It’s in your genes: a new method for cancer drug response prediction

One of the greatest challenges of current medicine is predicting how a patient will respond to a given drug. In an ideal world, where time, money and – most importantly – the patient’s well-being and survival are not an issue, we would simply either keep trying different treatments until hitting the jackpot, or perhaps harvest the patient’s cells and try a range of treatments in vitro. The problem is, of course, that the world is not ideal and such in vitro testing is usually not practical and, in general, especially in the case of many of the most debilitating diseases, patients often don’t have time to waste.

It is then not really surprising that many researchers have been trying for oh-so-many-decades to come up with efficient methods that can predict chemotherapeutic response. One of the most common ways of doing this at the moment is to use results from the given therapeutic’s clinical trial to construct a predictive gene panel. And these gene panels are effective, to a degree. One limitation, however, is that most panels are drug-specific, which makes them not that helpful in the great high-throughput-y scheme of things.

And some of the most interesting, and sometimes most scandalous, efforts have been directed at solving this problem in the last decade. To start with, a number of studies by Anil Potti published in the mid-2000s claimed to be able to predict clinical outcomes based on gene expression patterns. This enthusiasm, unfortunately, turned out to be a bit premature – a large number of Potti’s articles have since been retracted following allegations of irregularities.

source: flickr; viZZZual.com (CC BY)

More recently the topic returned in a different setting: one of the ‘DREAM’ challenges for computational biologists announced in 2012 was dedicated to finding a way of using genomic information to estimate sensitivity of cancer cell lines to a number of drugs. In general, projects such as the National Cancer Institute cancer sensitivity screen, which looked at the drug response in 60 cancer cell lines, or the Sanger Institute’s Genomics of Drug Sensitivity in Cancer (GDSC) effort, which looks at over a thousand cancer cell lines and their response to a few hundred or so therapeutics, are great resources for researchers trying to come up with a generic machine learning method capable of predicting clinical outcomes.

Recently, one such method was published by Julio Saez-Rodriguez and colleagues in PLOS ONE: these authors constructed a model which learns not only from GDSC drug sensitivity data, but also uses information on the effectiveness of therapeutics with a similar mechanism of action to predict in vitro drug sensitivity. While this model works extremely well for predicting sensitivity in cell lines, its application in a clinical setting is limited, since there usually is no or very little knowledge of the patient’s response to similar drugs.

Which is where a recent publication in Genome Biology by Stephanie Huang, Nancy Cox and Paul Geeleher comes in: in this article published last week the authors describe a model, also trained on the GDSC in vitro gene expression data, which predicts drug sensitivity in vivo. The model uses the patient’s baseline gene expression data and is tested on three independent clinical trial cohorts (docetaxel for breast cancer, bortezomic for myeloma, and erlotinif for NSCLC). For each of these trials, a prognostic gene panel has been constructed based on in vivo response to the drug. And yet, Huang et al. model is as efficient – and in some cases even more efficient – in predicting the outcomes, as these specific panels.

The Genome Biology article is only the beginning of the road to the clinical application of Huang et al.’s method. But it is a good and promising start, and we shall be looking forward to seeing what our readers make of it.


• **WHAT TO WORK ON**:
In the following listing, find the lines containing "structure" and report them.

(DATA FOR PROCESSING Opens)

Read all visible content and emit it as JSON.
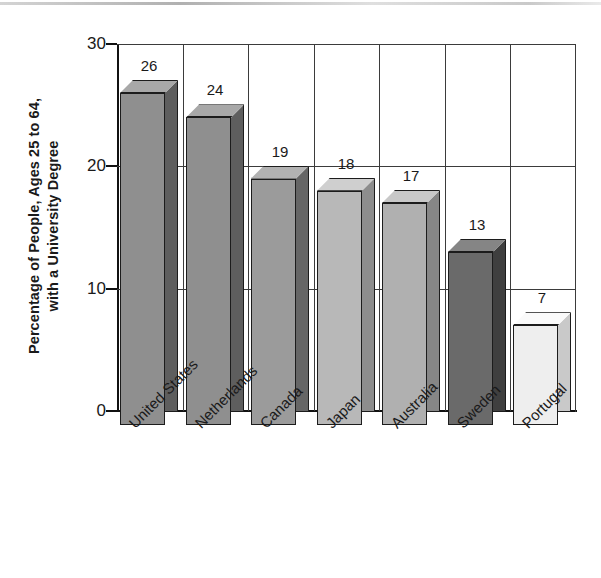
{
  "chart_data": {
    "type": "bar",
    "title": "",
    "subtitle": "",
    "xlabel": "",
    "ylabel_line1": "Percentage of People, Ages 25 to 64,",
    "ylabel_line2": "with a University Degree",
    "categories": [
      "United States",
      "Netherlands",
      "Canada",
      "Japan",
      "Australia",
      "Sweden",
      "Portugal"
    ],
    "values": [
      26,
      24,
      19,
      18,
      17,
      13,
      7
    ],
    "value_labels": [
      "26",
      "24",
      "19",
      "18",
      "17",
      "13",
      "7"
    ],
    "ylim": [
      0,
      30
    ],
    "ytick_values": [
      0,
      10,
      20,
      30
    ],
    "ytick_labels": [
      "0",
      "10",
      "20",
      "30"
    ],
    "grid": "horizontal-and-vertical",
    "legend": "none",
    "bar_style": "3d-isometric",
    "bar_colors": [
      "#8f8f8f",
      "#8f8f8f",
      "#9b9b9b",
      "#b8b8b8",
      "#b0b0b0",
      "#6a6a6a",
      "#eeeeee"
    ],
    "bar_top_colors": [
      "#a8a8a8",
      "#a8a8a8",
      "#b2b2b2",
      "#cfcfcf",
      "#c8c8c8",
      "#858585",
      "#fafafa"
    ],
    "bar_side_colors": [
      "#5e5e5e",
      "#5e5e5e",
      "#666666",
      "#8d8d8d",
      "#868686",
      "#3f3f3f",
      "#c9c9c9"
    ],
    "axis_color": "#111111",
    "grid_color": "#3b3b3b"
  }
}
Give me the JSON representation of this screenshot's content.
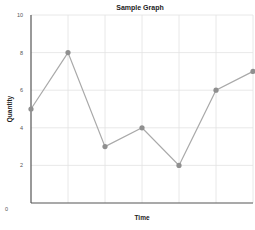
{
  "chart_data": {
    "type": "line",
    "title": "Sample Graph",
    "xlabel": "Time",
    "ylabel": "Quantity",
    "x": [
      0,
      1,
      2,
      3,
      4,
      5,
      6
    ],
    "series": [
      {
        "name": "Quantity",
        "values": [
          5,
          8,
          3,
          4,
          2,
          6,
          7
        ]
      }
    ],
    "ylim": [
      0,
      10
    ],
    "yticks": [
      0,
      2,
      4,
      6,
      8,
      10
    ],
    "xticks_labels_visible": false,
    "grid": true,
    "legend": "none",
    "colors": {
      "line": "#a9a9a9",
      "marker": "#8f8f8f",
      "grid": "#e2e2e2",
      "axis": "#555555"
    }
  }
}
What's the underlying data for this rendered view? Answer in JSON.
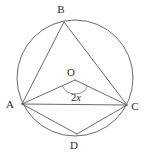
{
  "figure": {
    "kind": "circle-geometry-diagram",
    "background_color": "#ffffff",
    "stroke_color": "#5a5a5a",
    "label_color": "#2b2b2b",
    "circle": {
      "cx": 75,
      "cy": 78,
      "r": 58
    },
    "points": [
      {
        "id": "A",
        "label": "A",
        "x": 22,
        "y": 104,
        "label_x": 10,
        "label_y": 108
      },
      {
        "id": "B",
        "label": "B",
        "x": 64,
        "y": 22,
        "label_x": 61,
        "label_y": 13
      },
      {
        "id": "C",
        "label": "C",
        "x": 127,
        "y": 105,
        "label_x": 135,
        "label_y": 110
      },
      {
        "id": "D",
        "label": "D",
        "x": 77,
        "y": 134,
        "label_x": 74,
        "label_y": 149
      },
      {
        "id": "O",
        "label": "O",
        "x": 75,
        "y": 80,
        "label_x": 71,
        "label_y": 76
      }
    ],
    "segments": [
      {
        "from": "A",
        "to": "B"
      },
      {
        "from": "B",
        "to": "C"
      },
      {
        "from": "A",
        "to": "C"
      },
      {
        "from": "A",
        "to": "D"
      },
      {
        "from": "D",
        "to": "C"
      },
      {
        "from": "O",
        "to": "A"
      },
      {
        "from": "O",
        "to": "C"
      }
    ],
    "angle_mark": {
      "at": "O",
      "label_prefix": "2",
      "label_variable": "x",
      "label_x": 76,
      "label_y": 101,
      "arc_radius": 14
    }
  }
}
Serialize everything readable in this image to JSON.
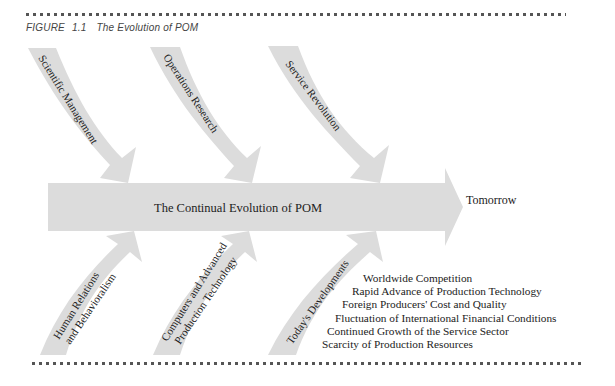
{
  "figure": {
    "caption_prefix": "FIGURE",
    "caption_number": "1.1",
    "caption_title": "The Evolution of POM"
  },
  "main_arrow": {
    "label": "The Continual Evolution of POM",
    "destination": "Tomorrow"
  },
  "top_arrows": [
    {
      "label": "Scientific Management"
    },
    {
      "label": "Operations Research"
    },
    {
      "label": "Service Revolution"
    }
  ],
  "bottom_arrows": [
    {
      "line1": "Human Relations",
      "line2": "and Behavioralism"
    },
    {
      "line1": "Computers and Advanced",
      "line2": "Production Technology"
    },
    {
      "line1": "Today's Developments",
      "line2": ""
    }
  ],
  "todays_developments": [
    "Worldwide Competition",
    "Rapid Advance of Production Technology",
    "Foreign Producers' Cost and Quality",
    "Fluctuation of International Financial Conditions",
    "Continued Growth of the Service Sector",
    "Scarcity of Production Resources"
  ],
  "colors": {
    "arrow_fill": "#dcdcdc",
    "dot_rule": "#555555",
    "text": "#222222"
  }
}
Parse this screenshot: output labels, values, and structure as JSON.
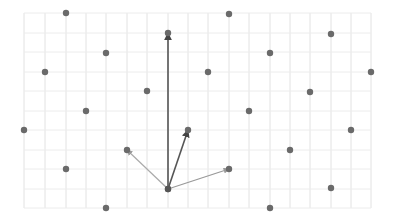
{
  "diagram": {
    "type": "lattice-with-vectors",
    "grid": {
      "x_lines": [
        24,
        45,
        66,
        86,
        106,
        127,
        147,
        168,
        188,
        208,
        229,
        249,
        270,
        290,
        310,
        331,
        351,
        371
      ],
      "y_lines": [
        13,
        33,
        52,
        72,
        91,
        111,
        130,
        150,
        169,
        189,
        208
      ],
      "color": "#e2e2e2"
    },
    "points": [
      [
        66,
        13
      ],
      [
        229,
        14
      ],
      [
        168,
        33
      ],
      [
        331,
        34
      ],
      [
        106,
        53
      ],
      [
        270,
        53
      ],
      [
        45,
        72
      ],
      [
        208,
        72
      ],
      [
        371,
        72
      ],
      [
        147,
        91
      ],
      [
        310,
        92
      ],
      [
        86,
        111
      ],
      [
        249,
        111
      ],
      [
        24,
        130
      ],
      [
        188,
        130
      ],
      [
        351,
        130
      ],
      [
        127,
        150
      ],
      [
        290,
        150
      ],
      [
        66,
        169
      ],
      [
        229,
        169
      ],
      [
        168,
        189
      ],
      [
        331,
        188
      ],
      [
        106,
        208
      ],
      [
        270,
        208
      ]
    ],
    "point_color": "#6a6a6a",
    "origin": [
      168,
      189
    ],
    "vectors": [
      {
        "to": [
          168,
          33
        ],
        "color": "#555555",
        "width": 1.6
      },
      {
        "to": [
          188,
          130
        ],
        "color": "#555555",
        "width": 1.6
      },
      {
        "to": [
          127,
          150
        ],
        "color": "#aaaaaa",
        "width": 1.2
      },
      {
        "to": [
          229,
          169
        ],
        "color": "#999999",
        "width": 1.2
      }
    ]
  }
}
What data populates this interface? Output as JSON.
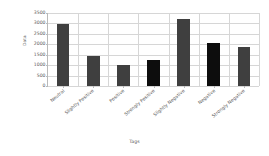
{
  "chart_data": {
    "type": "bar",
    "title": "",
    "xlabel": "Tags",
    "ylabel": "Data",
    "categories": [
      "Neutral",
      "Slightly Positive",
      "Positive",
      "Strongly Positive",
      "Slightly Negative",
      "Negative",
      "Strongly Negative"
    ],
    "values": [
      2950,
      1430,
      1010,
      1270,
      3200,
      2050,
      1860
    ],
    "bar_colors": [
      "#3f3f3f",
      "#3f3f3f",
      "#3f3f3f",
      "#0d0d0d",
      "#3f3f3f",
      "#0d0d0d",
      "#3f3f3f"
    ],
    "ylim": [
      0,
      3500
    ],
    "yticks": [
      0,
      500,
      1000,
      1500,
      2000,
      2500,
      3000,
      3500
    ],
    "ytick_labels": [
      "0",
      "500",
      "1000",
      "1500",
      "2000",
      "2500",
      "3000",
      "3500"
    ],
    "grid": true,
    "legend": false
  }
}
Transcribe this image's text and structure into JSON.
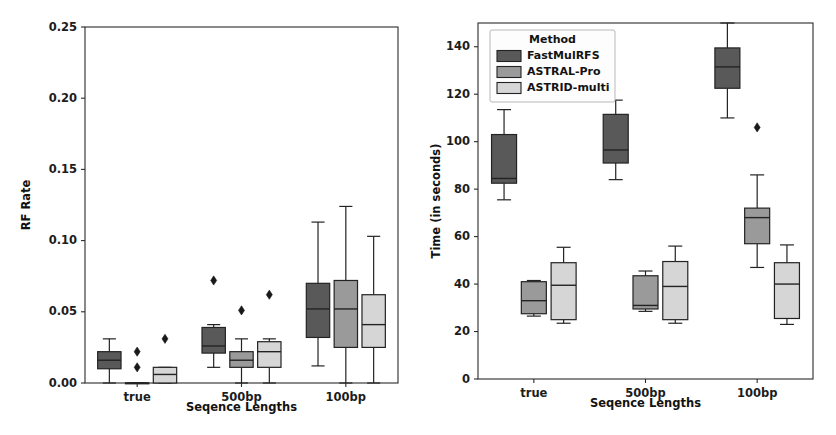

(DATA FOR PROCESSING Closes)

• **TASK RESULT**:
Parse this screenshot: output labels, values, and structure as JSON.
Transcribe this image's text and structure into JSON.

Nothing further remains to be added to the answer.